Does this not influence our own musical efforts. It has to. I really don't see the independence from this, nor has it really ever been otherwise except for those who are isolated for some reason from the culture around them. We are all influenced by what we hear, but these influences can be both positive and negative. We will consciously or subconsciously incorporate what we like and avoid what we don't. The arts have rarely been about working in cultural isolation and more about reacting to influences both by emulation with variation and by using these influences as a jumping off point.

Do quality and quantity have a relationship? I do believe that increasing quantities actually lower the percentage, if you will, of quality work. The sheer volume, particular with the aid of current technology, increases the likelihood of mediocrity far more rapidly than the odds of excellence.
Eduardo, I mean nothing personal when I say that you are quite simply misinterpreting the overall content of my posts. I said, in multiple places, that the mass media has a huge effect on what we hear. I also said the quantity and quality of music is largely independent from what the mass media (and for that matter, many historians) choose to point our attention to. That has more to do with the preferences and perceptions of the people in "gate keeper" positions. The head of Sony Classical loves your work and decides to market it?
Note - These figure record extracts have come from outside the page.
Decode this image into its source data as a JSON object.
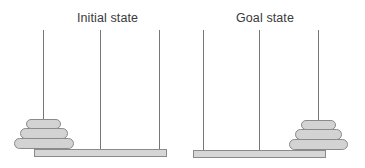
{
  "diagram": {
    "type": "tower-of-hanoi",
    "panels": [
      {
        "id": "initial",
        "title": "Initial state",
        "pegs": 3,
        "disc_peg": 1,
        "discs": [
          "small",
          "medium",
          "large"
        ]
      },
      {
        "id": "goal",
        "title": "Goal state",
        "pegs": 3,
        "disc_peg": 3,
        "discs": [
          "small",
          "medium",
          "large"
        ]
      }
    ],
    "colors": {
      "disc_fill": "#d3d3d3",
      "outline": "#8a8a8a",
      "base_fill": "#d6d6d6",
      "peg": "#777777",
      "text": "#3a3a3a"
    }
  }
}
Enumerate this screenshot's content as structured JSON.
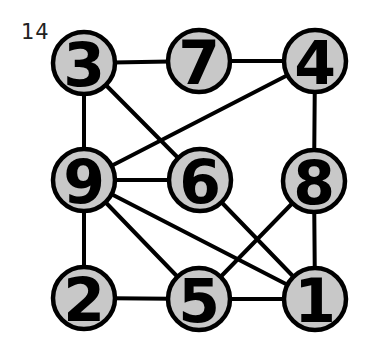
{
  "puzzle": {
    "label": "14",
    "node_fill": "#c8c8c8",
    "stroke_color": "#000000",
    "node_radius": 31
  },
  "nodes": [
    {
      "id": "n3",
      "label": "3",
      "x": 84,
      "y": 63
    },
    {
      "id": "n7",
      "label": "7",
      "x": 199,
      "y": 61
    },
    {
      "id": "n4",
      "label": "4",
      "x": 315,
      "y": 61
    },
    {
      "id": "n9",
      "label": "9",
      "x": 84,
      "y": 180
    },
    {
      "id": "n6",
      "label": "6",
      "x": 200,
      "y": 180
    },
    {
      "id": "n8",
      "label": "8",
      "x": 314,
      "y": 181
    },
    {
      "id": "n2",
      "label": "2",
      "x": 84,
      "y": 298
    },
    {
      "id": "n5",
      "label": "5",
      "x": 199,
      "y": 299
    },
    {
      "id": "n1",
      "label": "1",
      "x": 315,
      "y": 299
    }
  ],
  "edges": [
    {
      "from": "3",
      "to": "7"
    },
    {
      "from": "7",
      "to": "4"
    },
    {
      "from": "3",
      "to": "9"
    },
    {
      "from": "3",
      "to": "6"
    },
    {
      "from": "4",
      "to": "9"
    },
    {
      "from": "4",
      "to": "8"
    },
    {
      "from": "9",
      "to": "6"
    },
    {
      "from": "9",
      "to": "2"
    },
    {
      "from": "9",
      "to": "5"
    },
    {
      "from": "9",
      "to": "1"
    },
    {
      "from": "6",
      "to": "1"
    },
    {
      "from": "8",
      "to": "5"
    },
    {
      "from": "8",
      "to": "1"
    },
    {
      "from": "2",
      "to": "5"
    },
    {
      "from": "5",
      "to": "1"
    }
  ]
}
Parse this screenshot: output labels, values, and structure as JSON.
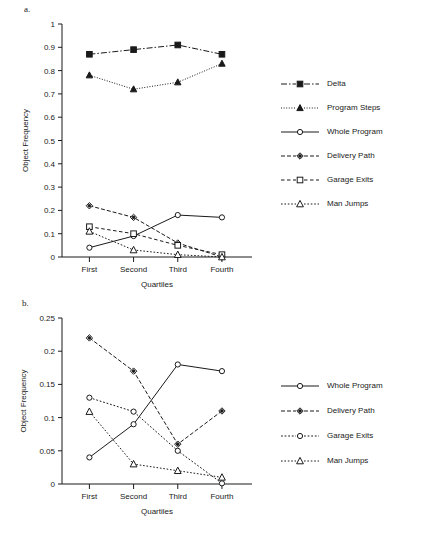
{
  "figure": {
    "panel_a_label": "a.",
    "panel_b_label": "b."
  },
  "chart_data": [
    {
      "type": "line",
      "panel": "a.",
      "title": "",
      "xlabel": "Quartiles",
      "ylabel": "Object Frequency",
      "categories": [
        "First",
        "Second",
        "Third",
        "Fourth"
      ],
      "ylim": [
        0,
        1
      ],
      "yticks": [
        0,
        0.1,
        0.2,
        0.3,
        0.4,
        0.5,
        0.6,
        0.7,
        0.8,
        0.9,
        1
      ],
      "ytick_labels": [
        "0",
        "0.1",
        "0.2",
        "0.3",
        "0.4",
        "0.5",
        "0.6",
        "0.7",
        "0.8",
        "0.9",
        "1"
      ],
      "grid": false,
      "legend_position": "right",
      "series": [
        {
          "name": "Delta",
          "values": [
            0.87,
            0.89,
            0.91,
            0.87
          ],
          "marker": "square-filled",
          "dash": "6,2,1.5,2"
        },
        {
          "name": "Program Steps",
          "values": [
            0.78,
            0.72,
            0.75,
            0.83
          ],
          "marker": "triangle-filled",
          "dash": "1,1.6"
        },
        {
          "name": "Whole Program",
          "values": [
            0.04,
            0.09,
            0.18,
            0.17
          ],
          "marker": "circle-open",
          "dash": "none"
        },
        {
          "name": "Delivery Path",
          "values": [
            0.22,
            0.17,
            0.06,
            0.0
          ],
          "marker": "diamond-filled",
          "dash": "4,2"
        },
        {
          "name": "Garage Exits",
          "values": [
            0.13,
            0.1,
            0.05,
            0.01
          ],
          "marker": "square-open",
          "dash": "3.5,2.5"
        },
        {
          "name": "Man Jumps",
          "values": [
            0.11,
            0.03,
            0.01,
            0.0
          ],
          "marker": "triangle-open",
          "dash": "1.6,1.8"
        }
      ]
    },
    {
      "type": "line",
      "panel": "b.",
      "title": "",
      "xlabel": "Quartiles",
      "ylabel": "Object Frequency",
      "categories": [
        "First",
        "Second",
        "Third",
        "Fourth"
      ],
      "ylim": [
        0,
        0.25
      ],
      "yticks": [
        0,
        0.05,
        0.1,
        0.15,
        0.2,
        0.25
      ],
      "ytick_labels": [
        "0",
        "0.05",
        "0.1",
        "0.15",
        "0.2",
        "0.25"
      ],
      "grid": false,
      "legend_position": "right",
      "series": [
        {
          "name": "Whole Program",
          "values": [
            0.04,
            0.09,
            0.18,
            0.17
          ],
          "marker": "circle-open",
          "dash": "none"
        },
        {
          "name": "Delivery Path",
          "values": [
            0.22,
            0.17,
            0.06,
            0.11
          ],
          "marker": "diamond-filled",
          "dash": "4,2"
        },
        {
          "name": "Garage Exits",
          "values": [
            0.13,
            0.109,
            0.05,
            0.001
          ],
          "marker": "circle-open",
          "dash": "1.8,1.8"
        },
        {
          "name": "Man Jumps",
          "values": [
            0.109,
            0.03,
            0.02,
            0.01
          ],
          "marker": "triangle-open",
          "dash": "1.6,1.8"
        }
      ]
    }
  ]
}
Great, that just made a bigger difference in terms of how many people will hear your music than how many degrees you have or how large your existing body of work is.

There is no direct link between industry preferences and the quality and quantity of music. Sometimes they line up, sometimes they don't. That's what I meant by the quality and quantity of music being "independent from" what we are exposed to: what we are exposed to has more to do with the preferences of individual gatekeepers, of a business or market as a whole, or even with the culture of the time than it does on any academic or "musical" measure of the quality of the work.

Throughout all of recorded history, there have always been less talented composers that got more promotion, more money or more commissions than less talented ones. There have also been amazing ones that went un-noticed. The situation hasn't changed, just the tools involved.